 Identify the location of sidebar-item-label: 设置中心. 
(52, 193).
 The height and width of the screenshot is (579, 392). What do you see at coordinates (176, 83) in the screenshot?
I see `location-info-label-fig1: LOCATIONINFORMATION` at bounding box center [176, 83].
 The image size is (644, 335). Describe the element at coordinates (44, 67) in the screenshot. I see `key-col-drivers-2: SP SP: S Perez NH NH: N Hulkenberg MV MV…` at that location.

AIM OF THE TASK »
Extract the data exactly as given.

EXERCISE RESPONSE »
 Identify the location of sidebar-item-label: 设置中心. 
(52, 193).
 The height and width of the screenshot is (579, 392). What do you see at coordinates (176, 83) in the screenshot?
I see `location-info-label-fig1: LOCATIONINFORMATION` at bounding box center [176, 83].
 The image size is (644, 335). Describe the element at coordinates (44, 67) in the screenshot. I see `key-col-drivers-2: SP SP: S Perez NH NH: N Hulkenberg MV MV…` at that location.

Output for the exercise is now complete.